Providers & Tools
Providers are the main application-facing concept in @execbox/core. A provider
is a named collection of host tools that execbox turns into an async
guest-visible namespace.
Provider shape
Section titled “Provider shape”Use resolveProvider() to turn host tool definitions into the executor-ready
shape.
import { resolveProvider } from "@execbox/core";
const provider = resolveProvider({ name: "docs", tools: { search: { description: "Search documentation.", inputSchema: { type: "object", required: ["query"], properties: { query: { type: "string" }, }, }, execute: async (input) => { const { query } = input as { query: string }; return { hits: [`found ${query}`] }; }, }, },});Guest code receives the namespace by provider name:
await docs.search({ query: "quickjs" });Namespaces and safe tool names
Section titled “Namespaces and safe tool names”Provider names must be valid JavaScript identifiers because they become
guest-visible namespaces. Tool names may come from host code, MCP catalogs, or
other sources, so resolveProvider() normalizes them before guest code sees
them.
The resolved provider keeps both directions:
originalToSafeNameexplains how original tool names map to guest-safe names.safeToOriginalNametraces a guest-visible name back to the original tool.
This matters for MCP tools such as search-docs, which become guest-callable as
search_docs.
Schemas
Section titled “Schemas”Tools can declare schemas with JSON Schema, Zod schemas, or raw Zod shapes. Execbox normalizes those schemas before execution and validates input before the host tool runs.
Declare the narrowest useful input and output shapes. They act as the contract between guest code and host capabilities, and they also improve generated guest types.
Result boundary
Section titled “Result boundary”Tool inputs and results cross a JSON-compatible boundary. Return plain data such as objects, arrays, strings, numbers, booleans, and null. Keep host-only values such as clients, file handles, secrets, and tenant maps inside the host tool implementation.

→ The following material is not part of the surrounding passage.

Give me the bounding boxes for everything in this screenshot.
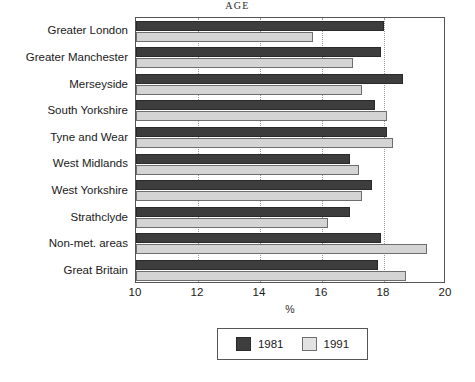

When a tool throws, execbox maps the failure into the stable ExecuteResult
error vocabulary so callers and MCP wrappers can handle failures consistently.
Tool execution context
Section titled “Tool execution context”Tool implementations receive abort-aware execution context from execbox. Use it when host work can be cancelled or when you need request metadata supplied by the executor.
execute: async (input, context) => { const response = await fetch("https://example.com", { signal: context.signal, });
return response.json();};Type guidance
Section titled “Type guidance”Resolved providers carry generated namespace declarations for guest code. Those types are useful when you show code to users, prepare model prompts, or build an editor experience around the available tools.
For hand-authored TypeScript on the host side, keep the host tool input type close to the schema declaration. For generated or MCP-backed tools, rely on the resolved provider maps and generated declarations instead of assuming original tool names are valid JavaScript identifiers.